Women’s XC Head to Nationals, Castaneda Named Coach of the Year

Montana Bass ’18

The CC women’s cross country team took fourth in regional championships last weekend, qualifying three runners (Allysa Warling ’19, Leah Wessler ’17, and Katie Sandfort ’17) for the NCAA National Meet Nov. 21. This comes after wrapping up October with an exciting win and another Southern Collegiate Athletic Conference Championship in October. Additionally, in exclusive voting by the head coaches of the Southern Collegiate Athletic Conference, CC’s Ted Castaneda was selected SCAC Women’s Cross Country Coach of the Year for the second consecutive season.

As part of the team’s conference win, six of the Tiger’s runners finished in the top 10 and junior Leah Wessler captured her second consecutive individual title at Stone Creek Golf Club in Sherman, Texas. She also repeated as SCAC Women’s Runner of the Year.

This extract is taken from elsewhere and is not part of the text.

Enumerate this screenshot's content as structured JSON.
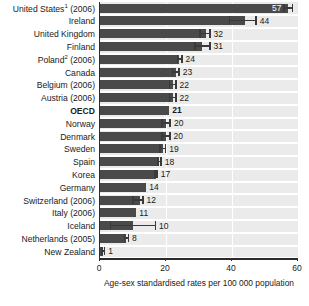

Wessler said much of the team’s success this season is owed to the addition of “awesome new runners, who pushed returning athletes to work even harder.” The team also lost only one senior from the previous season. “We were able to build on the momentum of last year, when we finally beat our rival, Trinity,” said Wessler.

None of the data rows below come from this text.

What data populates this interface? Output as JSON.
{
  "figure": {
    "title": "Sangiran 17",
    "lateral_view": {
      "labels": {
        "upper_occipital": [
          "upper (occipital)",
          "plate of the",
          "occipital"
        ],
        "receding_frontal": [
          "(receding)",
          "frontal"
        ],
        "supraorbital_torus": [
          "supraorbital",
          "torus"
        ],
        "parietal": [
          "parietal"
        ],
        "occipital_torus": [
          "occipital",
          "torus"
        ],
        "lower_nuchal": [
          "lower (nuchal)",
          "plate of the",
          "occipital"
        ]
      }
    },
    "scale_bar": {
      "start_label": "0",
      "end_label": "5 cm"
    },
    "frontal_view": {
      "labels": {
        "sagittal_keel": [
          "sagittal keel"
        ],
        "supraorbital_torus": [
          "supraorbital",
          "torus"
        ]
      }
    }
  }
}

But the team has overcome some challenges en route to the championship. Last year, tendonitis flared up in Wessler’s ankle during track season, so this year she maintained a regimen of consistent icing and massages. The addition of new recruits and different racing styles required team-wide adjustments. “Members of a good team need to know and predict the movements of other teammates around them during a race, so people know when to step in for a member who is having a bad race, when to make a move on runners of another team, and so on,” said Wessler. “I think one of the reasons we were so successful at the conference meet was that we have fully adjusted to the new team dynamics, and we were running for each other as well as for ourselves.”

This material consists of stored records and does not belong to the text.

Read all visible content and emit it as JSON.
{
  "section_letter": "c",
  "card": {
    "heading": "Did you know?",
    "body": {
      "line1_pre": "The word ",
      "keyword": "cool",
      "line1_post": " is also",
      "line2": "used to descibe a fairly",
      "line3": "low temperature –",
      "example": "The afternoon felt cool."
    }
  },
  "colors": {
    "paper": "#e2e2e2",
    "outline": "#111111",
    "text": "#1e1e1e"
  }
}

About two weeks leading up to a big race, the team “eases up” their workouts. “I usually stop doing two-a-days to rest my legs,” said Wessler. The day before the race, they run the course to make sure everyone knows route. “I’m very good at getting lost,” Wessler admitted.

Though they felt fairly confident entering the conference meet, Wessler called the course one of the most difficult the team had experienced this season. “Usually my mind wanders a lot during races, but there were so many ups and downs, swamps, mud puddles, and sharp turns, that there was always something to pay attention to,” she explained. “I was pretty stressed by how fast my energy and adrenaline were subsiding because of all the hills and mud.”Women's Cross Country team celebrates the conference win.